Task goal: Repeat word for word every line of the data below, from the first through the line containing "What do you see at coordinates (417, 13)", and stop there.

(Collection entries)
• • • •

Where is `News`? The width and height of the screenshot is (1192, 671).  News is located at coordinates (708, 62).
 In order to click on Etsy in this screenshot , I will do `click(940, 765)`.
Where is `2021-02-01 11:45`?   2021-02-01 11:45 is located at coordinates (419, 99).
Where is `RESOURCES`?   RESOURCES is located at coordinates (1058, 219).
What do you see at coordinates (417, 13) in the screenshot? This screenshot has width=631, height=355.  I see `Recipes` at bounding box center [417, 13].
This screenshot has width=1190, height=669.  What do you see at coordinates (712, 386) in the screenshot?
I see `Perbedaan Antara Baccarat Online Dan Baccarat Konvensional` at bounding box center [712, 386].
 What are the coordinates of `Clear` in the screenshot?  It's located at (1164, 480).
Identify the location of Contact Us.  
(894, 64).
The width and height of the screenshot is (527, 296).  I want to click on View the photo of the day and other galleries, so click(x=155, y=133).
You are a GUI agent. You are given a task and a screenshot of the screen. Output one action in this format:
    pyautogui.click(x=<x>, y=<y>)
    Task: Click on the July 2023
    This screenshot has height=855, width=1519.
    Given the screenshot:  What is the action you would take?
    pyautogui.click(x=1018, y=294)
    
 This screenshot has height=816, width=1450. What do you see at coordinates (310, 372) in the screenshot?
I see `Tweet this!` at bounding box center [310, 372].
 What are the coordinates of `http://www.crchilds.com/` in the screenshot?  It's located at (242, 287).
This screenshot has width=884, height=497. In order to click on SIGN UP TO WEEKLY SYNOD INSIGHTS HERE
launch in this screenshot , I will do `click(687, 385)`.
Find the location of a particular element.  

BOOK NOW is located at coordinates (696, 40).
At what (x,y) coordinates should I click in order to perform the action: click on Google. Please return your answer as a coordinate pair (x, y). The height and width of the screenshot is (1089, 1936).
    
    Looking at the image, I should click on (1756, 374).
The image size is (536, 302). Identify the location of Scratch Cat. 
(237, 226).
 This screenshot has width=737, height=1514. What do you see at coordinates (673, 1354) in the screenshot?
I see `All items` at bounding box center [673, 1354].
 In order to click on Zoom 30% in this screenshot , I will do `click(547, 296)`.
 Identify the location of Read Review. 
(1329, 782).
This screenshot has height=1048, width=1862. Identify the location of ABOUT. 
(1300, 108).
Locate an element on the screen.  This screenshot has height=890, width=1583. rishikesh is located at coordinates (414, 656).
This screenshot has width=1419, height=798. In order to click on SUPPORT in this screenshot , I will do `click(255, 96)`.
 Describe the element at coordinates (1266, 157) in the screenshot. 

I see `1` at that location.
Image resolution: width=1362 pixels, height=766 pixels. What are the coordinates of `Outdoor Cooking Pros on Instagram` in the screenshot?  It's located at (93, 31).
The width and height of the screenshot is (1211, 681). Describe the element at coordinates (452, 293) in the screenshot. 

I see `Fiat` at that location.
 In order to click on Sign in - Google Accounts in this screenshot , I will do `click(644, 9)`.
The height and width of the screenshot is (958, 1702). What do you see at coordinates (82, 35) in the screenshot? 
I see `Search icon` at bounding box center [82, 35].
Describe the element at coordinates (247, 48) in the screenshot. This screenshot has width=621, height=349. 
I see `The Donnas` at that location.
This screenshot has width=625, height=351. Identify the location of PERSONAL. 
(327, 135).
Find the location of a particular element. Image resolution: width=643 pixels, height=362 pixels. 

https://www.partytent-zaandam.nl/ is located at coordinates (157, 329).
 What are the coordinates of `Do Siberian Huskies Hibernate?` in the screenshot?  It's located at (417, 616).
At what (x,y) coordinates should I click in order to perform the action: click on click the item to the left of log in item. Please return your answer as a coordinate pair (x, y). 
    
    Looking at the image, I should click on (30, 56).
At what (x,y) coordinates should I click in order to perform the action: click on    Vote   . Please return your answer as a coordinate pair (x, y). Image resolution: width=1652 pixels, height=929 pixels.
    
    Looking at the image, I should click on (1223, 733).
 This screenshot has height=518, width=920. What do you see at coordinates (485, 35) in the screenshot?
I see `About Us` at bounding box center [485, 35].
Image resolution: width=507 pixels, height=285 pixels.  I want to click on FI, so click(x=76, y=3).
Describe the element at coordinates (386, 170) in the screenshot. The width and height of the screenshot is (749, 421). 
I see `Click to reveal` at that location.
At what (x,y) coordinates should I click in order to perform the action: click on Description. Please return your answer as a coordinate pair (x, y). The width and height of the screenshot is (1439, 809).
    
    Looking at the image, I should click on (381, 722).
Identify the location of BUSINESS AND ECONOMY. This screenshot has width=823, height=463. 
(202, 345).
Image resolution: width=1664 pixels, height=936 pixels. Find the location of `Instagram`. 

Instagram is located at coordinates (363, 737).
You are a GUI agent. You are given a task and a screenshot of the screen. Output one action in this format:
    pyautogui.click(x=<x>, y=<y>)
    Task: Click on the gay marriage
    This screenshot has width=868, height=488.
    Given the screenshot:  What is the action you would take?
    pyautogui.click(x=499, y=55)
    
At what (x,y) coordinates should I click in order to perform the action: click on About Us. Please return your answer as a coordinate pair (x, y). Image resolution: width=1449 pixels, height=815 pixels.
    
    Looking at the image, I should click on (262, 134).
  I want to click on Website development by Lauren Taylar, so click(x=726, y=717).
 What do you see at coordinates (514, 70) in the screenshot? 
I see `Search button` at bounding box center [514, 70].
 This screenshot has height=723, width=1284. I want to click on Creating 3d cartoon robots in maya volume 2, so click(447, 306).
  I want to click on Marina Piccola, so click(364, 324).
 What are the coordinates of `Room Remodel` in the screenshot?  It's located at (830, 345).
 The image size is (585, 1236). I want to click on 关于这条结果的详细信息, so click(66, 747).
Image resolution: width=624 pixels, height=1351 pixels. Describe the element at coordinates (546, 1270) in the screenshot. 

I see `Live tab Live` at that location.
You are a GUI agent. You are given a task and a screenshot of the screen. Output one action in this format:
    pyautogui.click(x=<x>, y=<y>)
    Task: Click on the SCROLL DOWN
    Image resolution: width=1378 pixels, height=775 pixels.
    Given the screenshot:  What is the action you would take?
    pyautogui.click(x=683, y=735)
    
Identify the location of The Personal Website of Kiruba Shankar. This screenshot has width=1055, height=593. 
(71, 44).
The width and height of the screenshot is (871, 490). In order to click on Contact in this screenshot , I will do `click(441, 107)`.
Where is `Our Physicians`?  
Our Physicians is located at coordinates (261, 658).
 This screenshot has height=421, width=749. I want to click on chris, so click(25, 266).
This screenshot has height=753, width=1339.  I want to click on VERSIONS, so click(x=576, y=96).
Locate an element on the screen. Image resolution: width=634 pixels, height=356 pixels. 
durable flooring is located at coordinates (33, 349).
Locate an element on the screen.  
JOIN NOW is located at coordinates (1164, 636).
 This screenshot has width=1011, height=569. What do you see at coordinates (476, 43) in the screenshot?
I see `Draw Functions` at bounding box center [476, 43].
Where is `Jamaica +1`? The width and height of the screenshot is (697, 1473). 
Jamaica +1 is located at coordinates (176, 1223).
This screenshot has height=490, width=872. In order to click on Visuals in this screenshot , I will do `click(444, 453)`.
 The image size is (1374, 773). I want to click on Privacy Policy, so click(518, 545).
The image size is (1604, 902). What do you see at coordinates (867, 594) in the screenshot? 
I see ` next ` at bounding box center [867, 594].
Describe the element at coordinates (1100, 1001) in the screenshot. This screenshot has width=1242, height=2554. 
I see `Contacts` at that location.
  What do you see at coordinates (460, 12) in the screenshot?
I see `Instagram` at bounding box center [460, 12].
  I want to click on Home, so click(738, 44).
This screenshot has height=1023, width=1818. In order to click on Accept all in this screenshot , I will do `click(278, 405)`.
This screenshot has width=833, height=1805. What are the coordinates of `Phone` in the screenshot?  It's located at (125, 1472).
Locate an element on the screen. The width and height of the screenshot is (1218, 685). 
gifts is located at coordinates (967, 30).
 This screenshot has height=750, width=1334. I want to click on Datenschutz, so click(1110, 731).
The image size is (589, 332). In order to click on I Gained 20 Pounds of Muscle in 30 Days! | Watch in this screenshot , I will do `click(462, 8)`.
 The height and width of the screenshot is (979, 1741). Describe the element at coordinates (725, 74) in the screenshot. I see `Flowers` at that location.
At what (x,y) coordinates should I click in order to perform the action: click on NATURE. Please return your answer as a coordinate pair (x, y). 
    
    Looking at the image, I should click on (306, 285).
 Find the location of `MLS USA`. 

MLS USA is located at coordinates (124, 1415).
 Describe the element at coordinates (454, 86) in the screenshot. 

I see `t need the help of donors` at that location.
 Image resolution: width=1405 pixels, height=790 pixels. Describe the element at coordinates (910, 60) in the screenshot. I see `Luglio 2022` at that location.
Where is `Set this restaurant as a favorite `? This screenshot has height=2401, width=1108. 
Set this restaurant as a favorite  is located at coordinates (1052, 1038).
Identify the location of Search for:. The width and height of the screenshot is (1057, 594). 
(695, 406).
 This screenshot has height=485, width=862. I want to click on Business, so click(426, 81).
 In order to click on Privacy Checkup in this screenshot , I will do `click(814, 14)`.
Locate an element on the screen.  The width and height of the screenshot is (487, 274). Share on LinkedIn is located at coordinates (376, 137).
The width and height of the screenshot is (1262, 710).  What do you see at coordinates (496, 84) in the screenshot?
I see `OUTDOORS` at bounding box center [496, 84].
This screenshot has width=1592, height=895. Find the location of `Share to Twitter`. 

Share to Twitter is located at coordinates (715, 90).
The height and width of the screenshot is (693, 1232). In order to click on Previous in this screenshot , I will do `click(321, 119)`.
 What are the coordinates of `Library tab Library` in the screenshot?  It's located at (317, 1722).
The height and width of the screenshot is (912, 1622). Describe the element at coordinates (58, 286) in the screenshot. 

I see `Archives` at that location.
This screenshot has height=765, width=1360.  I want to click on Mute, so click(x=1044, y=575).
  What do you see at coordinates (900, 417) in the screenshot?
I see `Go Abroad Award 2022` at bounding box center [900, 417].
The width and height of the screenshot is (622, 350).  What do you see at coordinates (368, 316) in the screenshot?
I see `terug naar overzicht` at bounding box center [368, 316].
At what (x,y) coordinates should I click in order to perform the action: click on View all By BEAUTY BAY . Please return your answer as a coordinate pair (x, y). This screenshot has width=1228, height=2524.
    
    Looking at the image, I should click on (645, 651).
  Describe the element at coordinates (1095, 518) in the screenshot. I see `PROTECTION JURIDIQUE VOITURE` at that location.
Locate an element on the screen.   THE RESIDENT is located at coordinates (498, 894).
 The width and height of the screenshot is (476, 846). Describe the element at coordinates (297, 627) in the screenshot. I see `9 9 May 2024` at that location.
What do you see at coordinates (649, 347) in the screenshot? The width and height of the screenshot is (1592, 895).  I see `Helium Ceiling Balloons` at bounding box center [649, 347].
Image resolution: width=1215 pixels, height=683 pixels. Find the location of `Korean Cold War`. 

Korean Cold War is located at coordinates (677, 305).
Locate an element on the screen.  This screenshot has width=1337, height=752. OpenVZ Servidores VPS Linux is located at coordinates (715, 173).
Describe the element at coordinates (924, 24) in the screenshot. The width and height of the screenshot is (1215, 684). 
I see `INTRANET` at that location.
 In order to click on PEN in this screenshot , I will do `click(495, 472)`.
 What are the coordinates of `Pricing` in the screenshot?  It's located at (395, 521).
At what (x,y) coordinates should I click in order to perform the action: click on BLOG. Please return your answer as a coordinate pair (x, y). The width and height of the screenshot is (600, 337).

• • • •

Result:
Where is `News`? The width and height of the screenshot is (1192, 671).  News is located at coordinates (708, 62).
 In order to click on Etsy in this screenshot , I will do `click(940, 765)`.
Where is `2021-02-01 11:45`?   2021-02-01 11:45 is located at coordinates (419, 99).
Where is `RESOURCES`?   RESOURCES is located at coordinates (1058, 219).
What do you see at coordinates (417, 13) in the screenshot? This screenshot has width=631, height=355.  I see `Recipes` at bounding box center [417, 13].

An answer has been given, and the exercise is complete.